Dead Tree Cavalcade
Bah! Curse you, Keith.
I was going to state here that normally I avoid memes (what do you think this is? Bloody LiveJournal?), but I relented since a) as you follow all the links back, you discover that lots of people state “I normally don’t do this, but…”, so I’d be blindingly unoriginal, and b) I like books.
Total number of books I’ve owned: No idea. Over my lifetime, probably about 500 or so.
Last book I bought: Freakonomics, which I picked up on the strength of its brief review in Entertainment Weekly.
Last book I read: Currently next to the lavvy is Evan Dorkin’s compilation of his Bill & Ted’s Most Excellent Adventures comics. I picked up a few of these comics back when they first came out (circa 1991), and really enjoyed them. Sadly, I’m not enjoying the reprint as much. Who would have thought that my tastes would have changed in the intervening fourteen years? Totally non-non-heinous.
Last book I finished: I read in quick succession a fairly well-linked threesome of All Marketers Are Liars, which makes reference to Blink, whose author is quoted on the cover of Freakonomics. All three give plenty of food for thought on the fact that there’s no such thing as “rational” human behaviour, and are recommended.
Five books that mean a lot to me:
- Charlie and the Chocolate Factory (Puffin Novels)(Amazon.com: Books: Charlie and the Chocolate Factory (Puffin Novels)). You can stick yer Harry Potter up yer collective metaphorical arse. Roald Dahl is the finest childrens author of all time, and while Matilda, The Witches and The BFG are all superb, Charlie wins because it was the first one I read (or rather, had read to me). I still have my original copy, bought for me when I was 5 years old.
- Trainspotting. This was the book that reminded me how much fun reading could be, after five years of enforced dreadful dreary books at high school had sapped my will to read. I picked it up largely because it had a character called Begbie in it, and was engrossed. It’s not an easy read (even if you do know the Edinburgh accent), but it is worth it—The “Bad Blood” chapter in particular sticks in my mind. I read it over the summer of 1995, on the bus between Heriot Watt University and the branch of Comet where I worked, and haven’t re-read it since for fear that it won’t live up to my memory.
- The Bug. A fine, fine novel, and an incredibly deep investigation of the psyche of the software engineer.
- Joel on Software. Brilliant, humourous and perfectly opinionated writing on a myriad of different topics, important to anyone who shuffles bits around buses for a living. It helps you understand what’s going on inside both your computer and your co-workers.
- The copy of High Fidelity(Amazon.com: Books: High Fidelity (Movie-tie In) : A Novel) that I borrowed from Joy the night I met her, and have never returned. Or read, for that matter.
People upon whom I wish to inflict this brain-wrackery:
In your own time, chaps.
On Thursday, June 2, 2005, Dad commented:
Saw the "Make Poverty History" banner at the top of your Blog. According to someone in this morning's "Scotsman", Geldorf and Co. are fundamentally misguided. Apparently Africa is the richest continent on the planet in terms of natural resources per inhabitant. The problem is not lack of wealth, it is African Governments and sending aid merely makes the governments more corrupt. From your position of power in the USofA, can't you get George W Bush on the case. Sorry we can't offer any support from Tony this time as he is going to be far too busy sorting out the French and the Dutch. Allegedly he is going soft on the issue of ID cards as they might help prevent "identity theft" and this would mean that New Labour would have to give the Tories their identity back!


### Goal of the exercise
Copy, from the listing, every line in which the string "icon" is present.
================
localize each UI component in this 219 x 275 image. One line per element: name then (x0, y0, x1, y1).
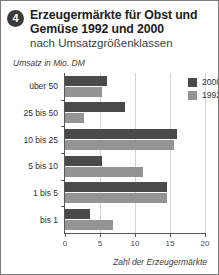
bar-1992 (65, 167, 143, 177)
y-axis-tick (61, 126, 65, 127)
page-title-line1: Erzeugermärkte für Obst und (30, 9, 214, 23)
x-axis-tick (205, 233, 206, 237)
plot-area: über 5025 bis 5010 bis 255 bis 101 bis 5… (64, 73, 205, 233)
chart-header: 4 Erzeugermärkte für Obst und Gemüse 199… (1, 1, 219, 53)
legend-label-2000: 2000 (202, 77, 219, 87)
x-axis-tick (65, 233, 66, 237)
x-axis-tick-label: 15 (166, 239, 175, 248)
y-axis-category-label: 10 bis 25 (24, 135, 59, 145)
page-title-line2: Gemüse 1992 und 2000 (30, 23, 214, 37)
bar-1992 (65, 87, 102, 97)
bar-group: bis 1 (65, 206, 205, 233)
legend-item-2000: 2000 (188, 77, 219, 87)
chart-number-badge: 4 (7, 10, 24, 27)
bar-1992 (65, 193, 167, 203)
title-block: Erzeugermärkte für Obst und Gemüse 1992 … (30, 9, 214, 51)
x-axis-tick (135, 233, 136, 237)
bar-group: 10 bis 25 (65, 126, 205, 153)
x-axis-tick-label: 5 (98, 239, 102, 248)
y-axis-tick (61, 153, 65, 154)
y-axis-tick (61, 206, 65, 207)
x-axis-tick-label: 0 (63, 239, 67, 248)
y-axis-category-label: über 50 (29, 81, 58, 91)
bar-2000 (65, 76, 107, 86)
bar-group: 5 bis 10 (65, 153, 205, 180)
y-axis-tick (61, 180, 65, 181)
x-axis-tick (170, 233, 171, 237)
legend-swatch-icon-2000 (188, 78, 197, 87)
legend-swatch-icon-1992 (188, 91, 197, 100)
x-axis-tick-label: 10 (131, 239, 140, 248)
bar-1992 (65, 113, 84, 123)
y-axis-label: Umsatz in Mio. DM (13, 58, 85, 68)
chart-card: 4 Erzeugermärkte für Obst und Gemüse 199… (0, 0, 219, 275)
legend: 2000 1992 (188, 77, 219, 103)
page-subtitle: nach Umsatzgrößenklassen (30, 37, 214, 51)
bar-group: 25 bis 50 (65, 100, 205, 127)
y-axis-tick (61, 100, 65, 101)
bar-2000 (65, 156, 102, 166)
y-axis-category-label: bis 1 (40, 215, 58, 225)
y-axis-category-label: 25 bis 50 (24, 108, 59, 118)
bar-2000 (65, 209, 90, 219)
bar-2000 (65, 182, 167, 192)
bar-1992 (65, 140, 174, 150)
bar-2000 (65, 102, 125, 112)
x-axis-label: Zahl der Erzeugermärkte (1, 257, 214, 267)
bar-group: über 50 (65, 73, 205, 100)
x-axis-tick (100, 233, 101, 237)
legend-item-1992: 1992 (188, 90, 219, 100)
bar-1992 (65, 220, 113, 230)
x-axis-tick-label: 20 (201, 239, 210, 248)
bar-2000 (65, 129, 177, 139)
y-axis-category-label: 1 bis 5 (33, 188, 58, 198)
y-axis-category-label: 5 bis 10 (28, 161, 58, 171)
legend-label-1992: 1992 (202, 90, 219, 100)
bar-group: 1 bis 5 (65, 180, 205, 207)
================
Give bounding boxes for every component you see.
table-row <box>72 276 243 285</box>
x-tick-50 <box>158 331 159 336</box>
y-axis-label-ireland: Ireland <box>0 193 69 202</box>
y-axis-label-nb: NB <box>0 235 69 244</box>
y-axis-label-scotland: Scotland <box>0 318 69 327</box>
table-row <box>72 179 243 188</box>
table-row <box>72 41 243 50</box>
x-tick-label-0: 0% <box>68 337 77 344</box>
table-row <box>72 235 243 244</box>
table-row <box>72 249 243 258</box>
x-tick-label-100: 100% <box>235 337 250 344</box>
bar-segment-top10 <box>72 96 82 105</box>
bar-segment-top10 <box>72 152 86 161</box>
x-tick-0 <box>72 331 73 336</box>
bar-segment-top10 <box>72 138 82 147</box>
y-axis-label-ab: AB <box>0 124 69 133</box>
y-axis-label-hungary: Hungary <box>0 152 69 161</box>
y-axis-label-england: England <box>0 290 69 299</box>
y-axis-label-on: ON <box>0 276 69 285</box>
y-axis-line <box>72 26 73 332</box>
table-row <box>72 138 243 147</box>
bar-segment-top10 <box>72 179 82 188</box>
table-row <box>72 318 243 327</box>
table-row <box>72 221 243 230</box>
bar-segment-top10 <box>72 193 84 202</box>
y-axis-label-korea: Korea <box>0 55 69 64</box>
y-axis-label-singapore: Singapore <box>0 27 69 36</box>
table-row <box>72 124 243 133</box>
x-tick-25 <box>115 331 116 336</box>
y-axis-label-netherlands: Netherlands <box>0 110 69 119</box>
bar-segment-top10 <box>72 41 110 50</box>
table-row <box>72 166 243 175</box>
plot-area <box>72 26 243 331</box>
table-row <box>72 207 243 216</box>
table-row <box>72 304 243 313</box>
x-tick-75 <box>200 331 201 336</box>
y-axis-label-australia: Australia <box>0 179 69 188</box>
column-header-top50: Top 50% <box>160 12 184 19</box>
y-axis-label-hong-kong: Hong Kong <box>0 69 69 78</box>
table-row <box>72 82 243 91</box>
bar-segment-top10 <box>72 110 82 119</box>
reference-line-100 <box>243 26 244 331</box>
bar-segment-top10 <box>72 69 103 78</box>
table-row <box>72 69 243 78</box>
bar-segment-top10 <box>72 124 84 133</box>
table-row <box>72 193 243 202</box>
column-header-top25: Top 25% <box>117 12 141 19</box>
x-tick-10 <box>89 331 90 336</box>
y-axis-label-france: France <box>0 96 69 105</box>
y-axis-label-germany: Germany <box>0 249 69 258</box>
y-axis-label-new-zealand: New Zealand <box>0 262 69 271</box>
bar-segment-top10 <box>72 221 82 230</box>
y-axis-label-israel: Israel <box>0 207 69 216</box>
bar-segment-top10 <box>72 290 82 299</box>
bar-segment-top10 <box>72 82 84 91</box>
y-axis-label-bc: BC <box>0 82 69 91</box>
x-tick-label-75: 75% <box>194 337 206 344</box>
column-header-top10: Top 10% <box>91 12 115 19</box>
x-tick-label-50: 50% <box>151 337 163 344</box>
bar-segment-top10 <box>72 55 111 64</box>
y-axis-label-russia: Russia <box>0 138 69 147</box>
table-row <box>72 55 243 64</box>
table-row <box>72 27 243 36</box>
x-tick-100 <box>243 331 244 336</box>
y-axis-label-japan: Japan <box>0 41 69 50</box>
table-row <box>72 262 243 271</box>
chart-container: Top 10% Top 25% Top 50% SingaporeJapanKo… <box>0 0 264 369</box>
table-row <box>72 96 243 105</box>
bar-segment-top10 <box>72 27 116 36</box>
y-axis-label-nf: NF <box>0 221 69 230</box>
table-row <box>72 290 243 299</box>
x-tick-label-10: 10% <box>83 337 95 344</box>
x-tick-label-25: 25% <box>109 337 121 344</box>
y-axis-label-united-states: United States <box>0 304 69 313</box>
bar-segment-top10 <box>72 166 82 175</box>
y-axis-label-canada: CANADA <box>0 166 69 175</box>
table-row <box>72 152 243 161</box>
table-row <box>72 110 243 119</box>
================
### Response area
legend-swatch-icon-2000 (188, 78, 197, 87)
legend-swatch-icon-1992 (188, 91, 197, 100)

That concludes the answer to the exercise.